At a time when the United Nations is pursuing the
eradication of extreme poverty as the world's top
development goal, advocates of the new congressional
rules fear that the poorest people are too often
neglected.
They have mobilized elected officials from the United
States to Britain and Japan to petition the World Bank,
the largest provider of microfinance funds, as well as
the African, Asian and Inter-American development
banks, to adhere to the same emphasis on the very poor
that was adopted by the United States Congress.
"It's a myth that you can't reach the very poor," said
Sam Daley-Harris, a musician-turned-advocate who
founded the Results Educational Fund, which lobbied
Johara Khatun took a loan from a non-governmental organization to invest
in a teashop that she runs along with her husband. Some lenders in
Bangladesh, the heartland of the microcredit movement, are experimenting
with new ways to reach the poorest of the poor.
pierced nose hole was empty because she had already
been forced to sell her gold stud for money. Another's
9-year-old son pedaled a rickshaw for 50 cents a day to
keep the family fed.
But they eagerly joined BRAC's new program — and
were pleased to see their fast-breeding goats multiply.
They were still so poor that their bodies seemed little
more than collections of bones beneath worn saris, but
their new assets offered hope.
Pushpa Rani, left, took a loan from the
Bangladesh Rural Action Committee, or BRAC, to
invest in her son's tailor shop.
"I had nothing, nobody," said Mina, who worked as a
maid for payment in rice after her husband abandoned
her. "I was scared to become a member of BRAC. I
was too poor to repay a loan. But now that I'm getting
goats free, I'm interested."
"The choice is whether to see a doctor or buy food," he
said, laying out the pitiless arithmetic of poverty. "The
government doctors don't check us properly because
we don't pay them money. Even if they prescribe
medicines, we can't afford them."
If his strength continues to seep away, the rickshaw
will be no use to him, he explained. The evening
before, after miles of hard pedaling, he was forced to
forfeit a fare when his stomach pain grew unbearable.
He had to ask his passengers to get down.
As he related the story, Akash clambered into the
rickshaw and pedaled out of the dirt courtyard. His
father leapt up to chase the boy in a panic, fearing a
crash would destroy the one asset he needed to feed his
family.
For years, BRAC has offered some poor women free
wheat and training along with micro loans.
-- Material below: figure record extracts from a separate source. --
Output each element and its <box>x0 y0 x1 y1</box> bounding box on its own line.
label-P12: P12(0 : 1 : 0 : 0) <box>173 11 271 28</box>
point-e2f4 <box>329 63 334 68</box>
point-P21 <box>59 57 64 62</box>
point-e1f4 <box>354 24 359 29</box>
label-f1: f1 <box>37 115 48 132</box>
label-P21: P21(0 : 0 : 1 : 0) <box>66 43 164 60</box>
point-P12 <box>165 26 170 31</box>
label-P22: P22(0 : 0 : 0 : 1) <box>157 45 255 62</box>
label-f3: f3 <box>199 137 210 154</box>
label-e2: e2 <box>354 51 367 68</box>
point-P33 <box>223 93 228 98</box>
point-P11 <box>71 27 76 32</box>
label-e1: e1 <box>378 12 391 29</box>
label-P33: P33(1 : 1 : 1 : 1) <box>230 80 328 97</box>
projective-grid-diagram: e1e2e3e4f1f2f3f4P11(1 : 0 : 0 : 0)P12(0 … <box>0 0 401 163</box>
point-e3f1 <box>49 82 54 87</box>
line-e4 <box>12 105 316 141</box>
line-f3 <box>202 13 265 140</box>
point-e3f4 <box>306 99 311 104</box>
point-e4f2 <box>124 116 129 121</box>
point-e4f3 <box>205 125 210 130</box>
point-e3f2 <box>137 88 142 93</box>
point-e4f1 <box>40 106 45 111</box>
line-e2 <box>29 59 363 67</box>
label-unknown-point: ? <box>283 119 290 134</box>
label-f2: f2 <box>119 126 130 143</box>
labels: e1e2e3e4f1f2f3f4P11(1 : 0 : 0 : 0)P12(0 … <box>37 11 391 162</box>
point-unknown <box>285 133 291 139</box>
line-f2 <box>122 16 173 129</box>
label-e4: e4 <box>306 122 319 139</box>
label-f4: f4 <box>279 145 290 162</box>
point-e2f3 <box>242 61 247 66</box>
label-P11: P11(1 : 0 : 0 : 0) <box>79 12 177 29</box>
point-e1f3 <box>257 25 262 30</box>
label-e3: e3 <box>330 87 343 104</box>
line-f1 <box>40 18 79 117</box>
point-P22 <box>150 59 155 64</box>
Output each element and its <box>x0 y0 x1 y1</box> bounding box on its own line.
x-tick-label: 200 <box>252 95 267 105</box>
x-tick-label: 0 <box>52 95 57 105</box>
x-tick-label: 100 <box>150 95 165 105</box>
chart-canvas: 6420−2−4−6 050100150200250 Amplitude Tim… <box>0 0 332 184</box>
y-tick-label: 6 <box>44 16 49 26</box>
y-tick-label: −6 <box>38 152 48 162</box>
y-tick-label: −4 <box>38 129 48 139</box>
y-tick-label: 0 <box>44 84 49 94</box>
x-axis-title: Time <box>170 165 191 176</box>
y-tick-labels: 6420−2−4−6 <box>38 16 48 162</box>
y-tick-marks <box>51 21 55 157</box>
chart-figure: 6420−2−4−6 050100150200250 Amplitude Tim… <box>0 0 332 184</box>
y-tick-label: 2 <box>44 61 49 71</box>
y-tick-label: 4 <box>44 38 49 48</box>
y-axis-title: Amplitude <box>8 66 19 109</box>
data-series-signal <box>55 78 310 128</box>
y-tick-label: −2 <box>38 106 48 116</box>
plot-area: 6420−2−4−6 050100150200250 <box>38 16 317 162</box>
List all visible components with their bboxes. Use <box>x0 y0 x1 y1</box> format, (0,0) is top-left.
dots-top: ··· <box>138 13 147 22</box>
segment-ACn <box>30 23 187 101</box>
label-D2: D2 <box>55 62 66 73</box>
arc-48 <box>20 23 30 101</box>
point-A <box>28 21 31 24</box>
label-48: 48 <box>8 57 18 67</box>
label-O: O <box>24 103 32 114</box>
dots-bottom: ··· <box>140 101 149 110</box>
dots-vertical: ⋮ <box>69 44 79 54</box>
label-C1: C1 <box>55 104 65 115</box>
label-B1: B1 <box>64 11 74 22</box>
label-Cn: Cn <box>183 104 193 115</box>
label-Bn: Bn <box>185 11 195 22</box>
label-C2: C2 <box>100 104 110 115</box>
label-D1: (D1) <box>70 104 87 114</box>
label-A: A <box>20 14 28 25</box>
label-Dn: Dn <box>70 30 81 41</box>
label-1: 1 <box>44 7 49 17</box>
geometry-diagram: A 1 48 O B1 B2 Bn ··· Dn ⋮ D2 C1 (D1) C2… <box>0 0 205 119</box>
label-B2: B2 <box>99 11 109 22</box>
"If I can't work for even a day, my wife and children
go unfed," he said, clutching his belly.
Some lenders here in Bangladesh, the heartland of the
microcredit movement, are experimenting with new
ways to reach the poorest of the poor. For years,
BRAC has offered some poor women free wheat and
training along with micro loans.
But now it has entirely dropped the use of loans in one
pilot program for "ultrapoor" women. BRAC gives
them goats or cows to raise, coupled with training and
health care, rather than burdening them with debts they
cannot repay.
None of the poverty-stricken women who sat under a
palm tree in Mochahata village on a recent morning
had ever dared to apply for a microloan. One woman's
Bini Rani Sarkar, right, with husband Kanu Chandra
Sarkar and their son, Akash, 6. She used a microloan
to purchase the rickshaw her husband drives. Experts
question whether the loans should go to the poorest.